However, even in its simplified form, it is still a model of a quantum system with all the computational complexity that comes with it. So the Quantinuum team simulated several systems that classical computers encounter. One of them simply looked at a larger grid of atoms than most classical models; another extended the mesh in an additional dimension, modeling layers of material. Perhaps the most complex simulation involved what happens when a laser pulse of the right wavelength hits a superconductor at room temperature, an event that briefly induces a superconducting state.
And the system gave results even without error correction. “Perhaps this is a technical point, but I think it is a very important technical point. [that] there were errors in all the schemes we ran,” Dreyer told Ars. “There might be an average of about three errors, and for some reason that is not entirely clear to this application, it doesn't matter. In some of these cases, you will still get a near-perfect result.”
However, he also noted that having more high-precision equipment will help the team do a better job of resetting the system or running simulations longer. But they will have to wait for future hardware.
What's next
If you look at Quantinuum Roadmap for this future hardware, Helios looks set to be the last of its kind. It and earlier processors have loops and large straight sections; everything in the future is a grid of squares. But both Strubley and Hayes said Helios has several key transitional features. “These ions move through this junction many, many times over the course of the circuit,” Strabley told Ars. “So this has really allowed us to work on node reliability, and that will translate into large-scale systems.”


> WHAT THIS TASK INVOLVES
Check each line of the data for "seated", then give the number of lines that have it, without any other words.

> SOURCE MATERIAL
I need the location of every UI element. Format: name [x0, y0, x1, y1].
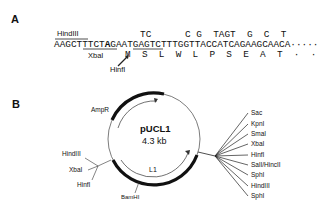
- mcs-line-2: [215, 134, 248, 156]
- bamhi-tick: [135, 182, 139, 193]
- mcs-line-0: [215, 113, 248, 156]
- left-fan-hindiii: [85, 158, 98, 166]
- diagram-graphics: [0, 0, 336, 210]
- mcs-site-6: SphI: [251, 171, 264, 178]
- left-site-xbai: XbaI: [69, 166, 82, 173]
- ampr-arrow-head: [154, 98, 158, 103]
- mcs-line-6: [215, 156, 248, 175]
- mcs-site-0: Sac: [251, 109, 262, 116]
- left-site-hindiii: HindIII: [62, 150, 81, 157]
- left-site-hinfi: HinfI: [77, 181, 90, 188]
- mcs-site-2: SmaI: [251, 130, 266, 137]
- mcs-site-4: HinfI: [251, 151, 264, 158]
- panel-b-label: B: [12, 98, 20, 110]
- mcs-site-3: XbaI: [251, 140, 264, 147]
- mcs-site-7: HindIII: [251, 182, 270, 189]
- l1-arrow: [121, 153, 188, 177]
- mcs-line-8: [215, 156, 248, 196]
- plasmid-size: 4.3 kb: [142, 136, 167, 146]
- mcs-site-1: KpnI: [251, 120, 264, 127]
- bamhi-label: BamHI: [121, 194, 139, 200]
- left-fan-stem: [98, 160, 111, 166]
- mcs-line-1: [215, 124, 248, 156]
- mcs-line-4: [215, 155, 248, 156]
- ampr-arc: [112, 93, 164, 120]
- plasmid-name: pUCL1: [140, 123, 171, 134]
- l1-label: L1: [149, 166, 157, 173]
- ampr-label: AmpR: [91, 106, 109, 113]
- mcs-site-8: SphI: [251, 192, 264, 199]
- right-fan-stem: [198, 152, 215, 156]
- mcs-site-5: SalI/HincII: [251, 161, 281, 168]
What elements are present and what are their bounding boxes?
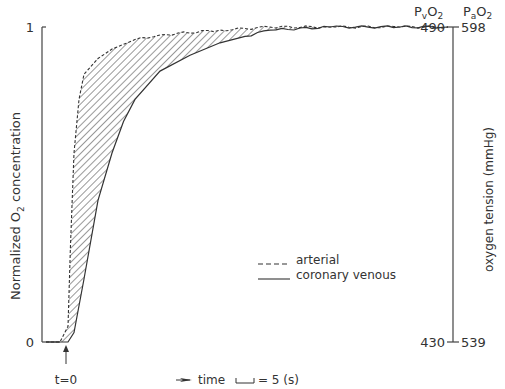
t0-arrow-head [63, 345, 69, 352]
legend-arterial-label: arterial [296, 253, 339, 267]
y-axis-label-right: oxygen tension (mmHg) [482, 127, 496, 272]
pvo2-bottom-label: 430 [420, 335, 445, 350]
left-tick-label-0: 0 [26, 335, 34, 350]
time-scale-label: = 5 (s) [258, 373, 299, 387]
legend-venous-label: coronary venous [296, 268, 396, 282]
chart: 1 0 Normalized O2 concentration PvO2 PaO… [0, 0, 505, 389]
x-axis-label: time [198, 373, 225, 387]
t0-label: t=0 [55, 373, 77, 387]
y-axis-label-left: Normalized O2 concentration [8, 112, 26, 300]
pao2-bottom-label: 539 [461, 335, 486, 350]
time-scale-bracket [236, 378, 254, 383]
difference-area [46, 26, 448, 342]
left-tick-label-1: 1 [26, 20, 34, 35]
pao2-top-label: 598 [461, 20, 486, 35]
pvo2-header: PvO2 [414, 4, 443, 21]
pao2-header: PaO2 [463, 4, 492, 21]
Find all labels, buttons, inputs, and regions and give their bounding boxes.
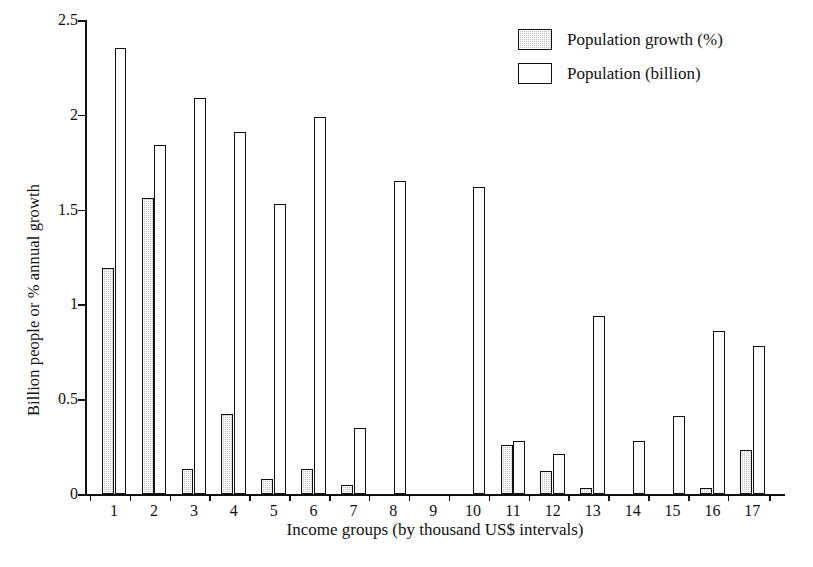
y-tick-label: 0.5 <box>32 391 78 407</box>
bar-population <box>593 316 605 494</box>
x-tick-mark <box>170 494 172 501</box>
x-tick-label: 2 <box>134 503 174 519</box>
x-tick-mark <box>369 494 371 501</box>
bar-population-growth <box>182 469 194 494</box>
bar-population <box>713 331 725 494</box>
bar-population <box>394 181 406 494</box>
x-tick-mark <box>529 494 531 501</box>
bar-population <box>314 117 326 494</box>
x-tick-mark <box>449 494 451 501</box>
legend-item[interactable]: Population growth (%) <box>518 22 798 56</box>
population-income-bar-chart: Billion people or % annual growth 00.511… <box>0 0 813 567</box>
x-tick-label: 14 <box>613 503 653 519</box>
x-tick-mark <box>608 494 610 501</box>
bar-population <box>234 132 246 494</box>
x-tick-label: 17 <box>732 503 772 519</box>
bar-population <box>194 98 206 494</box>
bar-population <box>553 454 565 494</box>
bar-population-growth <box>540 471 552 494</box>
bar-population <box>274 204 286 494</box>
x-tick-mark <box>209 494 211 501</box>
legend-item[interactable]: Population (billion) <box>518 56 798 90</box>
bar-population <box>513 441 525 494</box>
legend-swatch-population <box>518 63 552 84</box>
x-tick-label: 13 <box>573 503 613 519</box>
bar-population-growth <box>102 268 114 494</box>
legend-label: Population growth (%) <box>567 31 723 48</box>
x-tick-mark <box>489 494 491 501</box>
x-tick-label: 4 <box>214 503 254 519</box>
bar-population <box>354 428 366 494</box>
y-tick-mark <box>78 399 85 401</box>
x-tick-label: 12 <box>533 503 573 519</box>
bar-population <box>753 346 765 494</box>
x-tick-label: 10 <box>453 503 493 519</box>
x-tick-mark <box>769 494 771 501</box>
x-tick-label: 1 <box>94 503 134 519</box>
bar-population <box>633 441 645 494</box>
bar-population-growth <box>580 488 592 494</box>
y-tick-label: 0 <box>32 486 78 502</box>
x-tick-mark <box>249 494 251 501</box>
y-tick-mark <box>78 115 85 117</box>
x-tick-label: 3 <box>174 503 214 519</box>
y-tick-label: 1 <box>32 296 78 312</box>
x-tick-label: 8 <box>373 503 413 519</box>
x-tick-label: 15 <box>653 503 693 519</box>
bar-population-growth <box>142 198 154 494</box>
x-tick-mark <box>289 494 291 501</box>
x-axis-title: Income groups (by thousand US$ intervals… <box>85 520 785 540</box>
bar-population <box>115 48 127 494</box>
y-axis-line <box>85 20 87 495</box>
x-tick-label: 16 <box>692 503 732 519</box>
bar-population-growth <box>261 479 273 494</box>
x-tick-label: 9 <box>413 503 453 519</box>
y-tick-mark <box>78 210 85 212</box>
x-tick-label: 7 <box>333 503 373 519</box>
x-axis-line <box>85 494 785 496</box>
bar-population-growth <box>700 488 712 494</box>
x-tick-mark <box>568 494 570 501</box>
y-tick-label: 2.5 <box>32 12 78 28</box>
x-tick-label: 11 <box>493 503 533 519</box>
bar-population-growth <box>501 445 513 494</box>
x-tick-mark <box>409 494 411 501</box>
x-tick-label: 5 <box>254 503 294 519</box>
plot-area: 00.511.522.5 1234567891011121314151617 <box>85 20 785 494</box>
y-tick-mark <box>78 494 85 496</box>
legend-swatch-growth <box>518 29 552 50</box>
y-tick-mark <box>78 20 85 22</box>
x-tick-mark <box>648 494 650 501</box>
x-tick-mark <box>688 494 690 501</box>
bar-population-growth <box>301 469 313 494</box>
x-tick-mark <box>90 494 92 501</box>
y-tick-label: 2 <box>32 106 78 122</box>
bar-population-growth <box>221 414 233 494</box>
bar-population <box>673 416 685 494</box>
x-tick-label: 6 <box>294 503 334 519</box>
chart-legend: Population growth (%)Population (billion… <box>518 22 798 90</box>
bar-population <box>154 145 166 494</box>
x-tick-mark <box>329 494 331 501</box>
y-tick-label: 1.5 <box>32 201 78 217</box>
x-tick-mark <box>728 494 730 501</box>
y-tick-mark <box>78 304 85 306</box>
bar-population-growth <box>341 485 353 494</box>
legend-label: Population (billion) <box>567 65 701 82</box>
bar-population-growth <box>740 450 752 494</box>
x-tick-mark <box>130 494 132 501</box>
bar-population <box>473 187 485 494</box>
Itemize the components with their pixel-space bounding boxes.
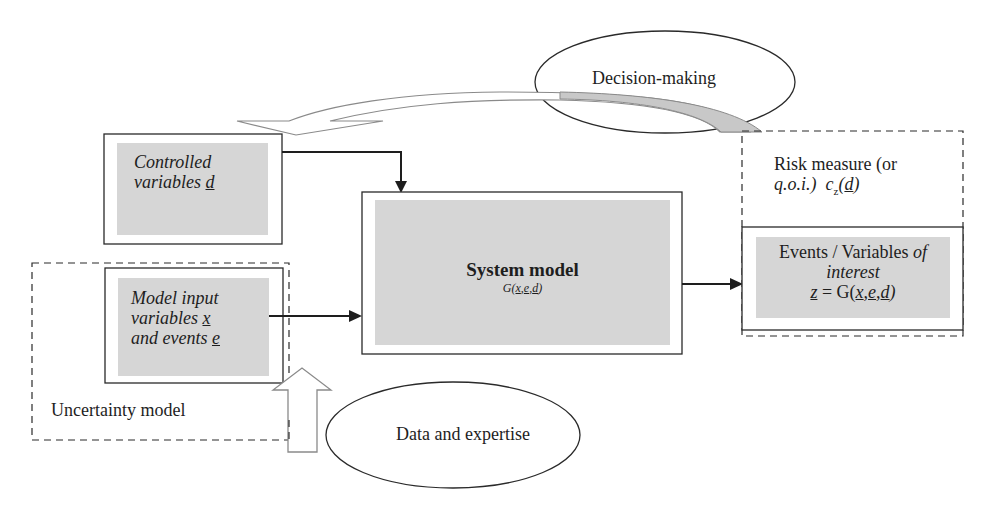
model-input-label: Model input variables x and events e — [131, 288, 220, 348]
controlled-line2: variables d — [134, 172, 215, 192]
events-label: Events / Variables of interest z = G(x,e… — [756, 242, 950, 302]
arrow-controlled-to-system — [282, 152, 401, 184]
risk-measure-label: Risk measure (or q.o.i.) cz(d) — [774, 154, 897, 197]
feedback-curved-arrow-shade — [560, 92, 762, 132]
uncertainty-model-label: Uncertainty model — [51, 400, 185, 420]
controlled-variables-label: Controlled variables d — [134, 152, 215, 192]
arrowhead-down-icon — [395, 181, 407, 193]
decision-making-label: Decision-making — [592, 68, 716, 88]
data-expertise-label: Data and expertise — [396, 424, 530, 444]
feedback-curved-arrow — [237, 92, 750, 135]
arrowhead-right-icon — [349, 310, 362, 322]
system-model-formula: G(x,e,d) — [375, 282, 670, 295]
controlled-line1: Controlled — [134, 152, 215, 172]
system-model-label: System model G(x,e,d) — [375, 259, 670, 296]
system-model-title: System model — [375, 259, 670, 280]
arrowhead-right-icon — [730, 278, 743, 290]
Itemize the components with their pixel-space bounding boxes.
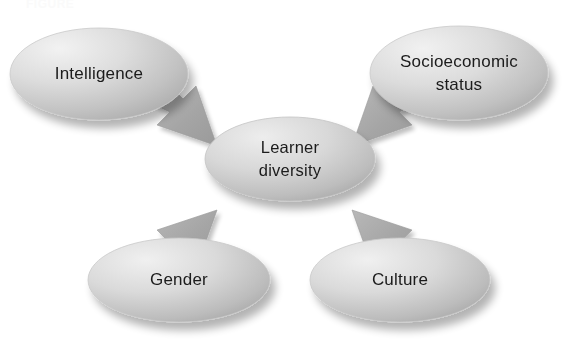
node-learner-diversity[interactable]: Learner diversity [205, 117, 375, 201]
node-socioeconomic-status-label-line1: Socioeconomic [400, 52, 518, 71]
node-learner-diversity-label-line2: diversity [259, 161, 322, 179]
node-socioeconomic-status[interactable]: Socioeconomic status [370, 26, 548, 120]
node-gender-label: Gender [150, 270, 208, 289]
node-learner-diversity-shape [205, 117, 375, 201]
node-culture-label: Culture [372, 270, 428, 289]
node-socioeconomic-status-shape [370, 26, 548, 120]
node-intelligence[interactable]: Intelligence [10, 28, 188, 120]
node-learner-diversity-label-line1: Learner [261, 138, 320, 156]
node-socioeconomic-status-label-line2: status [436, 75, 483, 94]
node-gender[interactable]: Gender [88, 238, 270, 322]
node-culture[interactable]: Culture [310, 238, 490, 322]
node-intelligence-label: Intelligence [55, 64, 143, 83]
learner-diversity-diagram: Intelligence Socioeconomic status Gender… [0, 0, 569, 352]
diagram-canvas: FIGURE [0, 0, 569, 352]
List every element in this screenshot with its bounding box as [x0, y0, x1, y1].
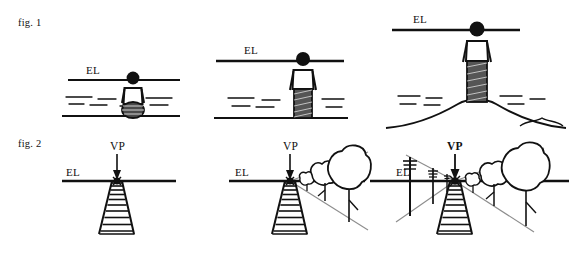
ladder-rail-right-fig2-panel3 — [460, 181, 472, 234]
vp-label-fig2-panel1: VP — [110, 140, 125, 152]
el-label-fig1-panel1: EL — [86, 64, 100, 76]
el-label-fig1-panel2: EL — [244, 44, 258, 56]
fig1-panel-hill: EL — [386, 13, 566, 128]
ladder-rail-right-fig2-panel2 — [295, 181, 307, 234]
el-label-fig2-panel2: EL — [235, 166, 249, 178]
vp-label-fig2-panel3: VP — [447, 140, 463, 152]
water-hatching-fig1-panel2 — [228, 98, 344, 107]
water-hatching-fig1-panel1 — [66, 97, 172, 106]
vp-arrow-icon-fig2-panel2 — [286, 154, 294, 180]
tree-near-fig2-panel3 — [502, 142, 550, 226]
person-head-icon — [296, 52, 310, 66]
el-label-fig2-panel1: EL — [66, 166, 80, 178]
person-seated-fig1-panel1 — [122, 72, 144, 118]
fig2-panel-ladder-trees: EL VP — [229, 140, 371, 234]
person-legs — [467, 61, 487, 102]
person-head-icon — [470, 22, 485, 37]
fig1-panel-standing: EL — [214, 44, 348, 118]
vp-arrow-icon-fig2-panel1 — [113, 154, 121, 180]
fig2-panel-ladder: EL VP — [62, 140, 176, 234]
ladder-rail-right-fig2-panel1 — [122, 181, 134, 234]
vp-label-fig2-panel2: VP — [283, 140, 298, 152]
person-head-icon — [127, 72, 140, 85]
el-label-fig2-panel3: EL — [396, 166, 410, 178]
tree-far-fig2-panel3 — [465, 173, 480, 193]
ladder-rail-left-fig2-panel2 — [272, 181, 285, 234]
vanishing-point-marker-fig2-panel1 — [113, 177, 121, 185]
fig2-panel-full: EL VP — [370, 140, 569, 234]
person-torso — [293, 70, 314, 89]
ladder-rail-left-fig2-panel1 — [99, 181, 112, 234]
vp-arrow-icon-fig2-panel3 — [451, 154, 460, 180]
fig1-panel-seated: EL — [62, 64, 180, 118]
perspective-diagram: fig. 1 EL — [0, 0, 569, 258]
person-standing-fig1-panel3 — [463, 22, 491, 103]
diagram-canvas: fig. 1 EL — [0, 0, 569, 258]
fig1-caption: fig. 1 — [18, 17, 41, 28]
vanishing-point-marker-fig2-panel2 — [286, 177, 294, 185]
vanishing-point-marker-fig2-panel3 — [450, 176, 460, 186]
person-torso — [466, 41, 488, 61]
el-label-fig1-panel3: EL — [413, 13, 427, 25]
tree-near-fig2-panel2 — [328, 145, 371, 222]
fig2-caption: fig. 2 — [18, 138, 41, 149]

> RESPONSE
2